Today Jesus calls his disciples 'friends.' At least in John's telling now, his criteria for what makes a friend a friend is three-fold. Jesus' friends are those who love one another. His friends are not merely servants (although we do serve him) because he has pulled us up to a level on par with his own. He does not leave us in the dark. Rather, he shares what it is he knows from the Father. And, finally to be Jesus' friend means that he chose us to be this. Indeed, he chose us long before we chose him.

And so I think again of those I call friend. If I'm honest, my first criteria is not whether they love others, but whether they love me and I can find it in myself to love them in return.

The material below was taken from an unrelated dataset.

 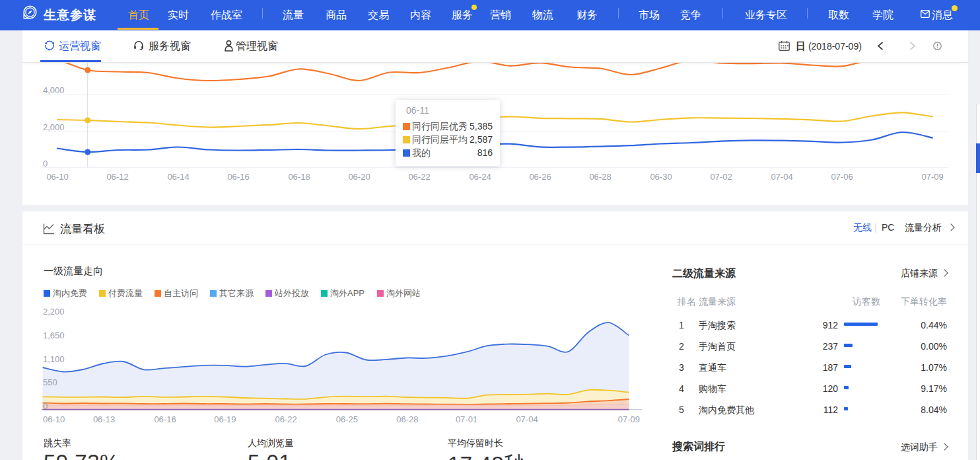 What do you see at coordinates (178, 177) in the screenshot?
I see `svg-text: 06-14` at bounding box center [178, 177].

At the same time, it is so that I only call 'friends' those whom I trust to share what is dearest to my heart, what is truest in my understanding --- as Jesus did with his friends. As for the choosing? I know it is so that we choose our friends, but more often than not I seem to have come upon them by accident. Like that woman in the window seat on Friday afternoon.

Only maybe it is no accident. Oh, it is not so that I believe God sits on a royal throne pulling strings so that I will encounter one person and not another. Not at all. Rather, I can't help but wonder if a small kind gesture (and it really was small. I'm only 5.3", after all) somehow opened me up to receiving kindness in turn. In this case a woman who told me the dearest parts of her life story in five minutes. One who I most likely will never see again, but who got me to thinking about friends. And who knows what sharing happened between the two I gave up my seat for? I do know that the woman caught my eye again as they inched their way to the aisle and though I could not say for sure, it seemed to me her eyes were full as she thanked me for my kindness.

It was such a small thing, my impulse to give up my seat for another. And yet, it is something I would not ordinarily do. In fact, I can't remember ever doing so before. It is such a small thing, but maybe such small things can be  the beginning of loving one another as Jesus calls us to today. For who knows what fruit even such small things may bear? This much I do know. Loving others, even strangers, in small ways, potentially makes all of our lives richer. Which I would imagine was Jesus' intent all along when he spoke the words passed on today. So just wonder with me what would happen if our small gestures grew into larger ones. Just imagine what could happen if we did start actually 'laying down our lives for one another' as Jesus did. Truly. Just imagine that.
  • Jesus calls his disciples 'friends.'  What do you think he means when he offers this? How does Jesus' definition of friendship here compare to your own?
  • What does it mean to love one another? How much do you think the small gestures matter? How might they lead to the sort of true sacrificial love Jesus points us to today?